⟨
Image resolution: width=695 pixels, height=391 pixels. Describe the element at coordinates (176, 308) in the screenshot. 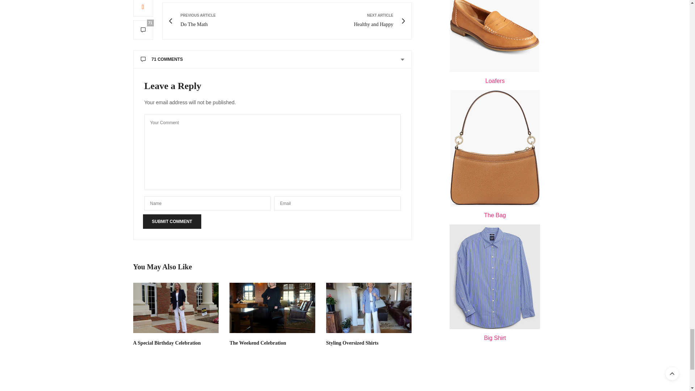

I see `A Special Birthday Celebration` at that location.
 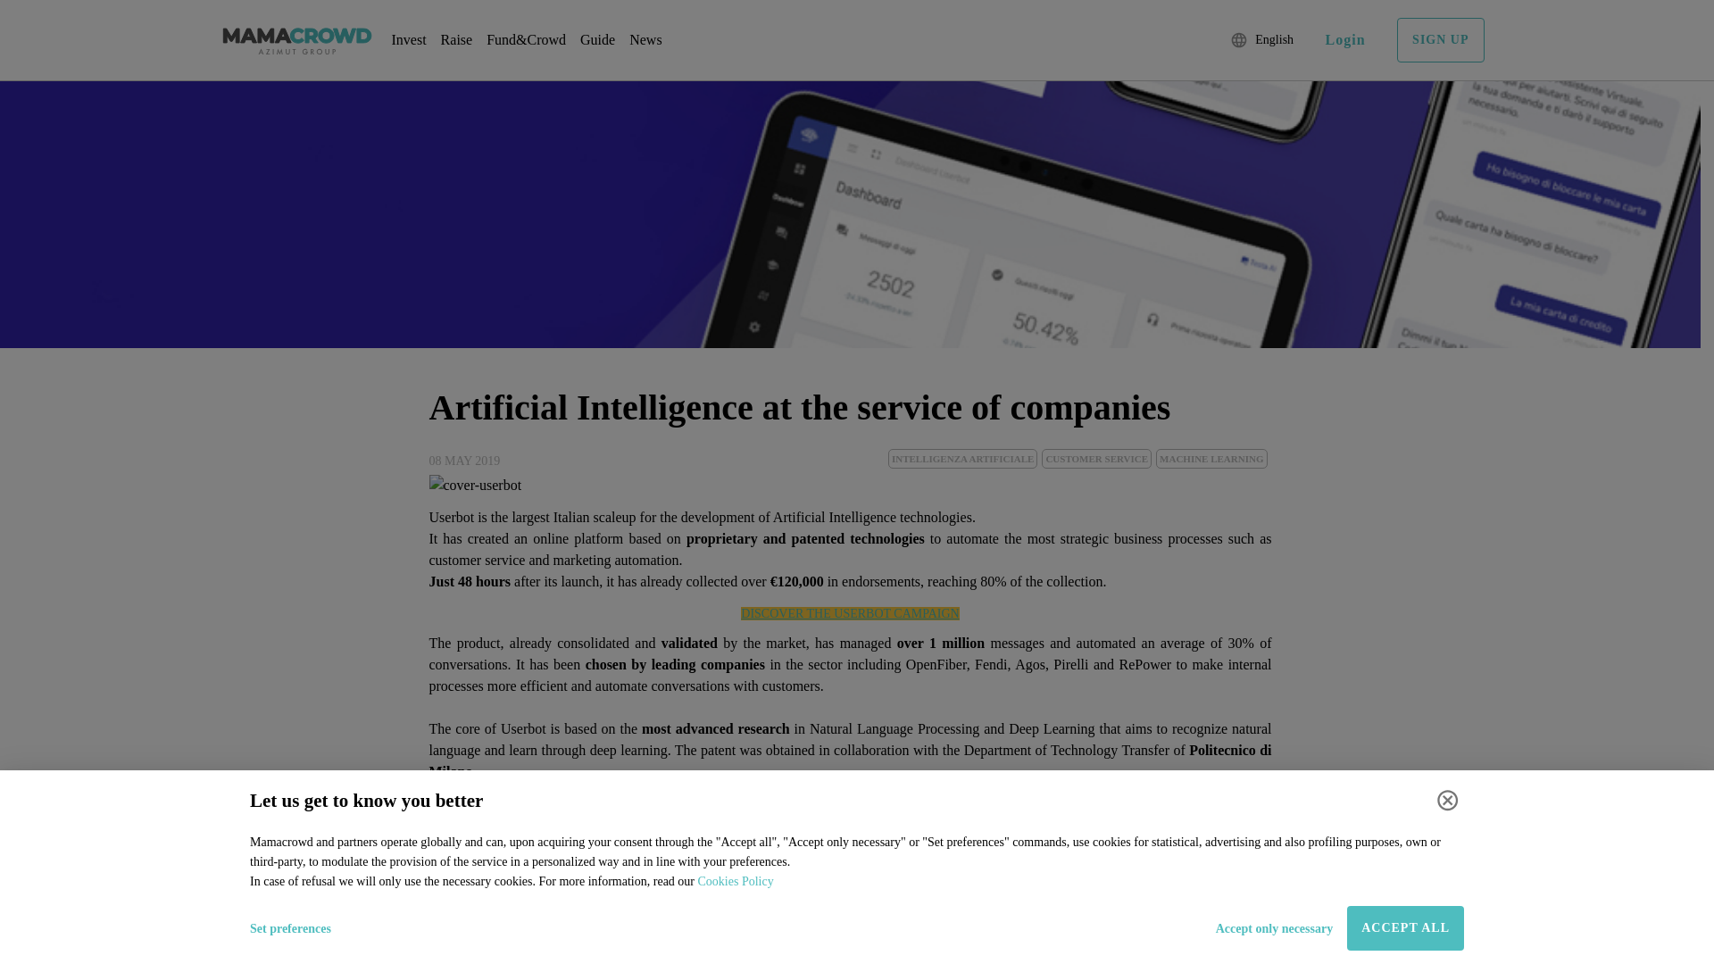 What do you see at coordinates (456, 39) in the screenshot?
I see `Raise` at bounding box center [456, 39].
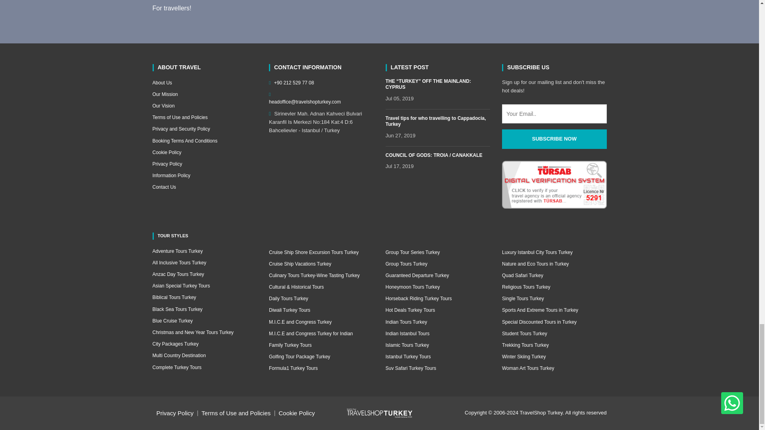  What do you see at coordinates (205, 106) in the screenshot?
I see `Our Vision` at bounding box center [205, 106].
⟩
Exercise requirements:
Please give the data again in full, exactly as written, but without any images.

Your response:
Image resolution: width=695 pixels, height=391 pixels. Describe the element at coordinates (176, 308) in the screenshot. 

I see `A Special Birthday Celebration` at that location.
  What do you see at coordinates (456, 39) in the screenshot?
I see `Raise` at bounding box center [456, 39].
  What do you see at coordinates (205, 106) in the screenshot?
I see `Our Vision` at bounding box center [205, 106].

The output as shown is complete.